History of French Garden Design
French Garden Design, Jardin à la Française, devolopped from the Italian Renaissance gardens. The style arrived in France in the 16th century and included symmetry, parterres and geometrical shapes for planting schemes.
The first important French garden was that at Chateau Vaux-le-Vicompte where the chateau was designed at the same time as the gardens. Andre le Notre was commissioned to design the gardens and for the first time the chateau and the garden were perfectly integrated.
Andre Le Notre went on to create the extraordinary Gardens of Versaille, the largest garden in Europe and the most splendid example of French garden design. The style was copied by nobility throughout France and, indeed, by some of the large aristocratic buildings of Europe too.

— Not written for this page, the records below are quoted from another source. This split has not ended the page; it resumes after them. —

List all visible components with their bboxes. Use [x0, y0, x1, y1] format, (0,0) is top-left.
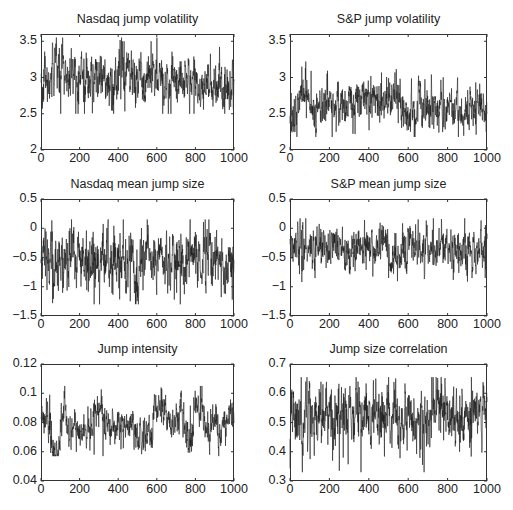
x-tick-label: 1000 [467, 317, 507, 331]
x-tick-label: 200 [309, 482, 349, 496]
x-tick-label: 800 [175, 482, 215, 496]
y-tick-label: 0.06 [1, 444, 37, 458]
y-tick-label: 0.5 [1, 191, 37, 205]
data-line [41, 38, 234, 114]
chart-title: Nasdaq jump volatility [41, 12, 234, 26]
x-tick-label: 400 [349, 151, 389, 165]
x-tick-label: 1000 [467, 151, 507, 165]
y-tick-label: −1 [250, 279, 286, 293]
chart-title: Jump intensity [41, 342, 234, 356]
plot-area [41, 34, 234, 150]
x-tick-label: 600 [388, 151, 428, 165]
x-tick-label: 800 [428, 482, 468, 496]
y-tick-label: 3 [250, 70, 286, 84]
data-line [41, 219, 234, 304]
chart-title: Nasdaq mean jump size [41, 177, 234, 191]
x-tick-label: 0 [270, 317, 310, 331]
x-tick-label: 800 [175, 151, 215, 165]
chart-title: S&P jump volatility [290, 12, 487, 26]
data-line [41, 386, 234, 456]
y-tick-label: 0.12 [1, 356, 37, 370]
x-tick-label: 1000 [214, 482, 254, 496]
data-line [290, 62, 487, 137]
x-tick-label: 200 [60, 482, 100, 496]
plot-area [290, 364, 487, 481]
data-line [290, 218, 487, 282]
y-tick-label: 0.08 [1, 415, 37, 429]
y-tick-label: 2.5 [1, 106, 37, 120]
chart-title: S&P mean jump size [290, 177, 487, 191]
x-tick-label: 1000 [214, 317, 254, 331]
x-tick-label: 600 [137, 317, 177, 331]
plot-area [290, 34, 487, 150]
x-tick-label: 0 [21, 151, 61, 165]
plot-area [41, 364, 234, 481]
x-tick-label: 400 [98, 317, 138, 331]
x-tick-label: 0 [270, 151, 310, 165]
y-tick-label: 0.5 [250, 191, 286, 205]
x-tick-label: 0 [21, 482, 61, 496]
x-tick-label: 400 [349, 317, 389, 331]
x-tick-label: 200 [309, 151, 349, 165]
y-tick-label: 0 [250, 220, 286, 234]
y-tick-label: −0.5 [1, 250, 37, 264]
x-tick-label: 0 [21, 317, 61, 331]
y-tick-label: 2.5 [250, 106, 286, 120]
x-tick-label: 400 [98, 151, 138, 165]
x-tick-label: 800 [175, 317, 215, 331]
x-tick-label: 400 [349, 482, 389, 496]
x-tick-label: 200 [60, 151, 100, 165]
y-tick-label: 0.6 [250, 385, 286, 399]
y-tick-label: 3.5 [250, 33, 286, 47]
y-tick-label: 3 [1, 70, 37, 84]
y-tick-label: −1 [1, 279, 37, 293]
x-tick-label: 200 [309, 317, 349, 331]
data-line [290, 377, 487, 472]
y-tick-label: 3.5 [1, 33, 37, 47]
x-tick-label: 1000 [214, 151, 254, 165]
x-tick-label: 400 [98, 482, 138, 496]
x-tick-label: 600 [137, 482, 177, 496]
x-tick-label: 0 [270, 482, 310, 496]
y-tick-label: 0.7 [250, 356, 286, 370]
x-tick-label: 600 [388, 317, 428, 331]
y-tick-label: 0.1 [1, 385, 37, 399]
y-tick-label: 0 [1, 220, 37, 234]
x-tick-label: 800 [428, 317, 468, 331]
y-tick-label: 0.4 [250, 444, 286, 458]
x-tick-label: 600 [137, 151, 177, 165]
chart-title: Jump size correlation [290, 342, 487, 356]
plot-area [290, 199, 487, 316]
x-tick-label: 1000 [467, 482, 507, 496]
x-tick-label: 200 [60, 317, 100, 331]
y-tick-label: −0.5 [250, 250, 286, 264]
y-tick-label: 0.5 [250, 415, 286, 429]
plot-area [41, 199, 234, 316]
x-tick-label: 800 [428, 151, 468, 165]
x-tick-label: 600 [388, 482, 428, 496]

Its popularity continued until the introduction of the English Landscape Garden started the next garden fashion trend.
Whereas French garden designers saw the garden as an extension of the architecture and ordered the garden into a series of rooms with walls created from hedges and stairs from water, the English Landscape gardeners were inspired by paintings .
Some Examples of French Garden Design in France
Chateau d'Azay is French Garden Design at its simplest. The Gardens of Versaille and the Gardens of Villandry are French gardens on a majestic scale. The Parc Maupassant de bois Savary, the gardens of the Chateau de Chenonceau and the Gardens of the Chateau de Losse also use the French Garden Design style. For a contemporary take on French Garden design visit the Jardin Plume.